The 12-Month Duration Requirement for Disability Benefits

One of the factors the Social Security Administration (SSA) considers is the duration of your impairment.  In order to qualify for disability benefits, you must have been impaired for a minimum of 12 complete months.  This requirement is designed to make sure that your impairment genuinely prevents you from participating in substantial gainful activity for a prolonged basis and isn’t likely to improve in the near future.

For purposes of satisfying the duration requirement, you cannot combine impairments.  In other words, you cannot take two separate but severe impairments and combine the collective months that you were impaired to meet the 12-month requirement. Many people are concerned that they won’t satisfy this requirement because they experience brief remissions from time to time, or the degree of severity varies from day to day. But denials based on the duration requirement are not usually issued in such cases. Rather, denials are usually issued when it’s clear at the time of the decision that the person hasn’t been impaired for 12 complete months and the impairment is likely to improve before the 12-month requirement is met.

In instances where it’s not clear whether the impairment is likely to improve or not before the 12-month requirement is met, the relevant state agency official may choose to postpone a decision, essentially taking a “wait and see” approach to see if your impairment improves or doesn’t improve over time. In all likelihood 12 months will have elapsed by the time you attend the hearing on your case, so whether or not you continue to be disabled should be reasonably apparent.
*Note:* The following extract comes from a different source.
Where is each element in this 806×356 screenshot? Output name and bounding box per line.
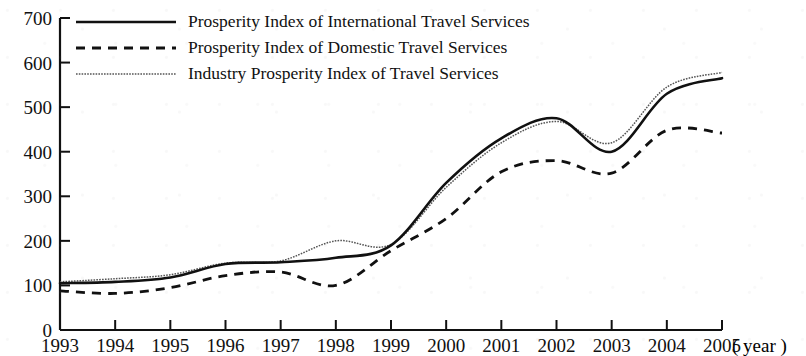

Navigating the ins and outs of the duration requirement can be tricky. Consequently, consider consulting Roger S. Hutchison, an experienced Chicago disability benefits lawyer. An experienced disability lawyer like Roger S. Hutchison will know that you can ask the court to find that the period of disability has been closed – provided you have already met the duration requirement – if your impairment has improved enough that you could return to work.